Monday 12 December 2016

BBC claim massive ice loss spreading up Antarctic glaciers! Just 3 weeks after NASA claim the Antarctic has been gaining 112 to 82 billion tons of ice a year since 1992.

Photo Watts Up With That? Antarctic is gaining billions of tons per year since last century


Proof of the left’s agenda on Global warming as left-wing media giants the BBC claim “massive Ice loss spreading up Antarctic glaciers!” When actually a three week old NASA report claims the Antarctic has been gaining 112 to 82 billion tons of ice a year since 1992.
They, the BBC, go on to say,  The scale and pace of change now taking place in West Antarctica is captured in a new, long-term satellite record.
Scientists have combined nearly a quarter of a century of observations to show how the region's great glaciers are losing height by up to 7 meters per year, more on this later.
Their unlikely story comes just three weeks after NASA claimed the Antarctic ice sheet showed a net gain of 112 billion tons of ice a year from 1992 to 2001, slowing to 82 billion tons of ice per year between 2003 and 2008.
The new NASA study says that an increase in Antarctic snow accumulation that began 10,000 years ago is currently adding enough ice to the continent to outweigh the increased losses from its thinning glaciers. The research challenges the conclusions of other studies, including the Intergovernmental Panel on Climate Change’s (IPCC) 2013 report, which says that Antarctica is overall losing land ice.
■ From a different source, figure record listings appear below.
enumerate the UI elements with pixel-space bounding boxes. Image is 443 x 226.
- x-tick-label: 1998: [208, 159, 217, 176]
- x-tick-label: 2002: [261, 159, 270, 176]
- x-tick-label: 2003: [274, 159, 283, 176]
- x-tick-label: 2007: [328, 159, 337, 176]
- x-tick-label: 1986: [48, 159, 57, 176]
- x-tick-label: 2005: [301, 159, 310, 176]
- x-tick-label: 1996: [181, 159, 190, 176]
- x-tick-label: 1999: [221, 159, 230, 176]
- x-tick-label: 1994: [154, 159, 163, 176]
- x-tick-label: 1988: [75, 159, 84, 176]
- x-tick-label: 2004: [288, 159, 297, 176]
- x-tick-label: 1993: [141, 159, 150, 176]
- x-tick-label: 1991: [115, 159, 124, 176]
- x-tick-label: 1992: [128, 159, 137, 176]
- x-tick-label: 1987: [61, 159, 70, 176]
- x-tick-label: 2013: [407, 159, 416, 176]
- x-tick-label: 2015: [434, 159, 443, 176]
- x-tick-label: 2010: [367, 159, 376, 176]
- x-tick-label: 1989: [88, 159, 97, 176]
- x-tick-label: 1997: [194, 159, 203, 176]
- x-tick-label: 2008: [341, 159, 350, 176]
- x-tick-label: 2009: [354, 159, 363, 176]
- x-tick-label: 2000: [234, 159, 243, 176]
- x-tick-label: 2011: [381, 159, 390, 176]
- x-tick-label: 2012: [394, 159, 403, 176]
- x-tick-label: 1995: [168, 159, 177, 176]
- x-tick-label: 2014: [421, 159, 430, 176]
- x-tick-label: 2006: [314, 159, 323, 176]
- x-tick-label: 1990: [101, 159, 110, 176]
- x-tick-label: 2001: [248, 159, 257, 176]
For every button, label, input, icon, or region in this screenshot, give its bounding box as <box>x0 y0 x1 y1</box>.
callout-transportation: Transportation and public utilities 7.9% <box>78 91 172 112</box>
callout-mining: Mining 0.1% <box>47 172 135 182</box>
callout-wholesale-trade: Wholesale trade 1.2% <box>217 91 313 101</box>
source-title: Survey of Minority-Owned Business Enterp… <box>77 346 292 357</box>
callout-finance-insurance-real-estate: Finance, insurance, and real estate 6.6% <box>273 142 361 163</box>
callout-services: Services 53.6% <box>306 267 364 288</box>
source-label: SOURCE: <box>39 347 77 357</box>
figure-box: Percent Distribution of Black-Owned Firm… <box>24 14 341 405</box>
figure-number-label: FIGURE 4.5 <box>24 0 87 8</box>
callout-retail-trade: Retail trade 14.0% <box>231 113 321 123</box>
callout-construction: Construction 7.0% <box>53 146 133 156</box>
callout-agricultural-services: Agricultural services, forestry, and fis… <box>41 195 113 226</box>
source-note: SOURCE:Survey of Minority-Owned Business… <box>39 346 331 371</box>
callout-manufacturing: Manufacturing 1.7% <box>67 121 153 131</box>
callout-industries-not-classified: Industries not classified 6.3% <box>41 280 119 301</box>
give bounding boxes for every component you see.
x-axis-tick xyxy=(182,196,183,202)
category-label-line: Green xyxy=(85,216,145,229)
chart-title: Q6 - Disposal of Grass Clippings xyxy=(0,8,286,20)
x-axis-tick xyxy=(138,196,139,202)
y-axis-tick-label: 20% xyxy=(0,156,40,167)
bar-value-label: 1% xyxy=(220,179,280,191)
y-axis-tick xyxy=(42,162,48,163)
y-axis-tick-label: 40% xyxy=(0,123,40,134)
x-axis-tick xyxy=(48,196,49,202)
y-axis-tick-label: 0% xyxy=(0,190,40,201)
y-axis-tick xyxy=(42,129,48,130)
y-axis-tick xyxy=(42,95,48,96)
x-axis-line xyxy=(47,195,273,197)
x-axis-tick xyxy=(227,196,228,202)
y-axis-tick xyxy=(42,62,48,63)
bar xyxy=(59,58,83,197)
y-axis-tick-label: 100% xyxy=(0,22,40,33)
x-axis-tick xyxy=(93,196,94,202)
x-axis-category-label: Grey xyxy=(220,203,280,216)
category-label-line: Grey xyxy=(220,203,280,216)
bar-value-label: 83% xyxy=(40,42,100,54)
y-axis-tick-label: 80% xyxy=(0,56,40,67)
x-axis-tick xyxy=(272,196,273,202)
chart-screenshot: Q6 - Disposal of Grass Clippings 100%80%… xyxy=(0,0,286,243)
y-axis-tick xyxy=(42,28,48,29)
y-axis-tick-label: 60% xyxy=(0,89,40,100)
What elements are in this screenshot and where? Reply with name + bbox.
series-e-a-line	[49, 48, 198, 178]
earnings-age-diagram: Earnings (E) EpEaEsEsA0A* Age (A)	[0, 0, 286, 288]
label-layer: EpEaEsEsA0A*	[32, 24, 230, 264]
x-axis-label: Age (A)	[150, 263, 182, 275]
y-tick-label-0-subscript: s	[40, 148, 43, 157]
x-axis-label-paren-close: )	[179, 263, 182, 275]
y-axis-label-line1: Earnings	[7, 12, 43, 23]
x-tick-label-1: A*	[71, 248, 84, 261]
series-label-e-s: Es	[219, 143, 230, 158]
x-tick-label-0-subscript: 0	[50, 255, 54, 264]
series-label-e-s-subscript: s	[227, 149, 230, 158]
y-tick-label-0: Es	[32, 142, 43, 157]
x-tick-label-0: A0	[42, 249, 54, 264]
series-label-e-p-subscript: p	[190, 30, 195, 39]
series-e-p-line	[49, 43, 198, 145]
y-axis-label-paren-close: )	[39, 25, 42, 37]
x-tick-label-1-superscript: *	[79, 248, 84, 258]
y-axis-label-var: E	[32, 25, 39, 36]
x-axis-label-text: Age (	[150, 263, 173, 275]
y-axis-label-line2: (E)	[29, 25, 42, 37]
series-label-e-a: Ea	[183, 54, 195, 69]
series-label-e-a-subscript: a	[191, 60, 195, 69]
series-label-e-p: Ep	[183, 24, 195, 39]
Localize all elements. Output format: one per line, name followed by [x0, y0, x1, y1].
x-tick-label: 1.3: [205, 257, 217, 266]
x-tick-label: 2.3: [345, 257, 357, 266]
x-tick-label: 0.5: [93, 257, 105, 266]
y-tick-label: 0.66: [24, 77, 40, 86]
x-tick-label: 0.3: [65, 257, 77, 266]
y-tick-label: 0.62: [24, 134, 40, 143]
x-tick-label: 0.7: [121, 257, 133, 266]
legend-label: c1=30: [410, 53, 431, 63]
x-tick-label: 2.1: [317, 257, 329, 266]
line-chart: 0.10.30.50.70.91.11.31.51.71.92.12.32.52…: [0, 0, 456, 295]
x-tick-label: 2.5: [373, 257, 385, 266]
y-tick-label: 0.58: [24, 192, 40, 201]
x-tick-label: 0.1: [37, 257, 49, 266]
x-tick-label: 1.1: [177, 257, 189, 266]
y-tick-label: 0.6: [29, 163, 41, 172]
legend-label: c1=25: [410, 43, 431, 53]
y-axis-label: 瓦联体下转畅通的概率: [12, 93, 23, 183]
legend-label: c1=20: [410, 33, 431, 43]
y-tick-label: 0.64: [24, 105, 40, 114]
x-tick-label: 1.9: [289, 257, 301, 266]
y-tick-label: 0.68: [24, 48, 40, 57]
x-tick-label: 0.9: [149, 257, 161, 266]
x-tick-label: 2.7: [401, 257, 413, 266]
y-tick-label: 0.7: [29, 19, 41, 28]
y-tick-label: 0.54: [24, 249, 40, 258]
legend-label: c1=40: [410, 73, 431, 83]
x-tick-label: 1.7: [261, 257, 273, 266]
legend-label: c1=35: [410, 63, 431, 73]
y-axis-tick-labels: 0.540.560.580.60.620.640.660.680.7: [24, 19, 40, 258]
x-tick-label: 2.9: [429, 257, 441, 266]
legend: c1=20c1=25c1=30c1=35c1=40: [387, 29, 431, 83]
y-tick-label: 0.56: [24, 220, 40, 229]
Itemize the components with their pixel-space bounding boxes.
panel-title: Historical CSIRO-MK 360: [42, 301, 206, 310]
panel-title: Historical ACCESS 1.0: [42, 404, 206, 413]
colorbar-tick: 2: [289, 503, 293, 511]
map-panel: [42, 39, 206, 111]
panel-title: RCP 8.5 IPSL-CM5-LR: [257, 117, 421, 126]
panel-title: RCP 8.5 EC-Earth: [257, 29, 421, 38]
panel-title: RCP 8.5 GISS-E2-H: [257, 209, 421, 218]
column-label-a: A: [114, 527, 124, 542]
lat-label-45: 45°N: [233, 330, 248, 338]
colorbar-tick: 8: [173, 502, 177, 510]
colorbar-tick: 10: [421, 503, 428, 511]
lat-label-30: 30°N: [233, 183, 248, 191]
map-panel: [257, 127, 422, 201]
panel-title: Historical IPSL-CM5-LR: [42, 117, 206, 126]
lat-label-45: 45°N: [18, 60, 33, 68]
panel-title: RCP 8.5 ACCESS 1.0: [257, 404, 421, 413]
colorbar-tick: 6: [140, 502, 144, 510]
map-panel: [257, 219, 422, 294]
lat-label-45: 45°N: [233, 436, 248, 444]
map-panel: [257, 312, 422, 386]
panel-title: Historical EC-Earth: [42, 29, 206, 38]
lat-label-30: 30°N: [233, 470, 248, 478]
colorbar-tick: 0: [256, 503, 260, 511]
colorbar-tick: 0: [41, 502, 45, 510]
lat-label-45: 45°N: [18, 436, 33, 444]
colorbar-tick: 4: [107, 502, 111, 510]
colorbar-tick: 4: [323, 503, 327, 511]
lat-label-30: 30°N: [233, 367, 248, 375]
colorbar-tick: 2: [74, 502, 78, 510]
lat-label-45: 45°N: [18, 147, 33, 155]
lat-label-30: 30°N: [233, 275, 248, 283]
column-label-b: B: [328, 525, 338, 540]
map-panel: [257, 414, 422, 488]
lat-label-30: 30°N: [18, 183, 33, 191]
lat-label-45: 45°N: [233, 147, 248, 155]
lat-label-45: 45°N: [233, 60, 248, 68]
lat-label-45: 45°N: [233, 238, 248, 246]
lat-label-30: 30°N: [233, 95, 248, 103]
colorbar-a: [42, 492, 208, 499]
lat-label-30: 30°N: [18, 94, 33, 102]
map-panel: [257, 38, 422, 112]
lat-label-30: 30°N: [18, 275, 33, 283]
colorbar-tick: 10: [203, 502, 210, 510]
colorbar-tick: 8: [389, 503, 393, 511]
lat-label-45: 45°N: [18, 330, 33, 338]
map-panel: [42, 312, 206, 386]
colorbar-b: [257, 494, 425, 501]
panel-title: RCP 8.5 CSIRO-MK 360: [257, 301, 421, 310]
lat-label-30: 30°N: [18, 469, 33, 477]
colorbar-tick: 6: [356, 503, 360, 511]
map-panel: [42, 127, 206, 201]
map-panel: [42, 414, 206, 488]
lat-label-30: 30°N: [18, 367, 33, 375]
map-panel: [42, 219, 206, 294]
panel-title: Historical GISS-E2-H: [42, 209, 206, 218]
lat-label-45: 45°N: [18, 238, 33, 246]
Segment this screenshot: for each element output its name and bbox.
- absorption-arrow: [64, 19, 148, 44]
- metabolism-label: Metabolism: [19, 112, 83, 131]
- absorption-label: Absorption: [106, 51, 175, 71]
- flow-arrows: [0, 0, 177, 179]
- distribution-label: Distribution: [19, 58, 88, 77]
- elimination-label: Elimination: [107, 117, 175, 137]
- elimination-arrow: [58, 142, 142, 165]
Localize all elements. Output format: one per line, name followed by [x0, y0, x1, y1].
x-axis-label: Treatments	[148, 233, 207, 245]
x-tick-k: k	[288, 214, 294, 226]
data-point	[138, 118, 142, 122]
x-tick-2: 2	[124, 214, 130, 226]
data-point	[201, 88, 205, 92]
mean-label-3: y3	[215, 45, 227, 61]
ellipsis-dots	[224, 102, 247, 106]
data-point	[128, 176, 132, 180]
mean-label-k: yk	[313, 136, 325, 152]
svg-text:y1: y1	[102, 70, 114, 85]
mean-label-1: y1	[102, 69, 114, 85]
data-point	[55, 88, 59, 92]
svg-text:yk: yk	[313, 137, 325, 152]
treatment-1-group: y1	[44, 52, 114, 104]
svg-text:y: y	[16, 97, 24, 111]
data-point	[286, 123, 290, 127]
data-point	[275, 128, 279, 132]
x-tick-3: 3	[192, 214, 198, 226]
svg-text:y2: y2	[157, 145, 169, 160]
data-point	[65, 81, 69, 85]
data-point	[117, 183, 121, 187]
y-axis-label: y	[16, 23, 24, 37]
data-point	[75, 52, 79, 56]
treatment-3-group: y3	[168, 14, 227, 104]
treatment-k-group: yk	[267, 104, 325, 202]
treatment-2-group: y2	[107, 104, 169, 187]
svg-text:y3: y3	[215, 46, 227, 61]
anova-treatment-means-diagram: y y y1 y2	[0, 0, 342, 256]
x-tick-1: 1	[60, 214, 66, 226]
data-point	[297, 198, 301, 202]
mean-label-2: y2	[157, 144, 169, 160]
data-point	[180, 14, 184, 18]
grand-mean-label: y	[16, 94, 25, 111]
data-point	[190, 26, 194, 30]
According to the new analysis of satellite data, the Antarctic ice sheet showed a net gain of 112 billion tons of ice a year from 1992 to 2001. That net gain slowed to 82 billion tons of ice per year between 2003 and 2008. That is 112 to 82 billion tons a year GAIN NOT LOSS.
And in the same week Scott and Shackleton logbooks prove Antarctic sea ice is not shrinking 100 years after expeditions

You can see the BBC report here
The Telegraph reported this week that Antarctic sea ice has barely changed from where it was 100 years ago, scientists have discovered, after poring over the logbooks of great polar explorers such as Robert Falcon Scott and Ernest Shackleton. Experts were concerned that ice at the South Pole had declined significantly since the 1950s, which they feared was driven by man-made climate change. But new analysis suggests that conditions are now virtually identical to when the Terra Nova and Endurance sailed to the continent in the early 1900s, indicating that declines are part of a natural cycle and not the result of global warming. It also explains why sea ice levels in the South Pole have begun to rise again in recent years, a trend which has left climate scientists scratching their heads.